Pick over and wash the rice, and boil in a farina-kettle, with enough cold water, a little salted, to cover it an inch deep. Shake now and then as the rice swells. Take from your hare soup, when you have strained it, a cupful of the liquor and about half as much of the boiled shreds of meat. Chop these extremely fine, season with salt and pepper. Heat the cup of liquor to a boil, stir into it a scant tablespoonful of browned flour, then the chopped meat and a tablespoonful of butter, and stew gently five minutes. Pile the boiled rice, which should be almost dry, in a dish, and pour the gravy over it.
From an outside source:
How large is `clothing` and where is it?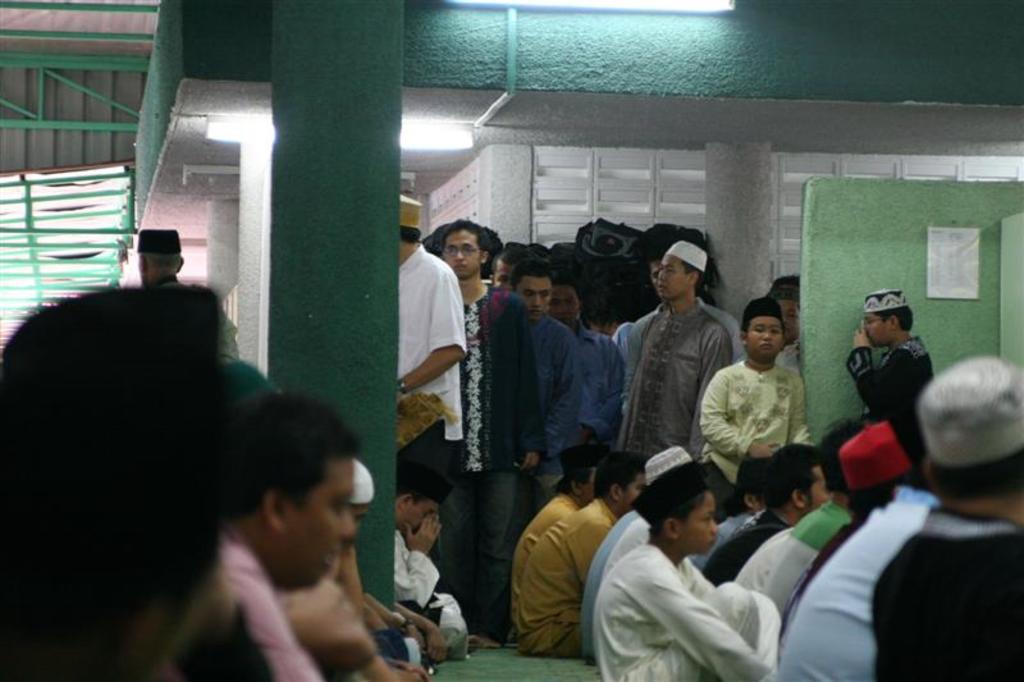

It is very savory, and makes a pleasant variety in the list of winter vegetables.

Cabinet Pudding.

  • ½ lb. of prepared flour.
  • ¼ lb. of butter.
  • 5 eggs.
  • ½ lb. of sugar.
  • ¼ lb. of raisins seeded and cut into three pieces each.
  • ¼ lb. of currants, washed and dried.
  • ½ cup of milk.
  • ½ lemon, grated peel and juice.

Cream the butter and sugar; add the beaten yolks; the milk and the flour alternately with the whites. Lastly, stir in the fruit, well dredged with flour; beat up thoroughly, pour into a buttered mould; put into a pot of boiling water and do not let it relax its boil for two hours and a half. Dip the mould into cold water for one moment before turning it out.

Cabinet Pudding Sauce.

  • Yolks of 2 eggs, whipped very light.
  • 1 lemon, juice and half the grated peel.
  • 1 glass of wine.
  • 1 teaspoonful of cinnamon.
  • 1 cup of sugar.
  • 1 tablespoonful of butter.

Rub the butter into the sugar; add the yolks, lemon, and spice. Beat five minutes and put in the wine, stirring hard. Set within a saucepan of boiling water, and stir until it is scalding hot. Do not let it boil. Pour over the pudding.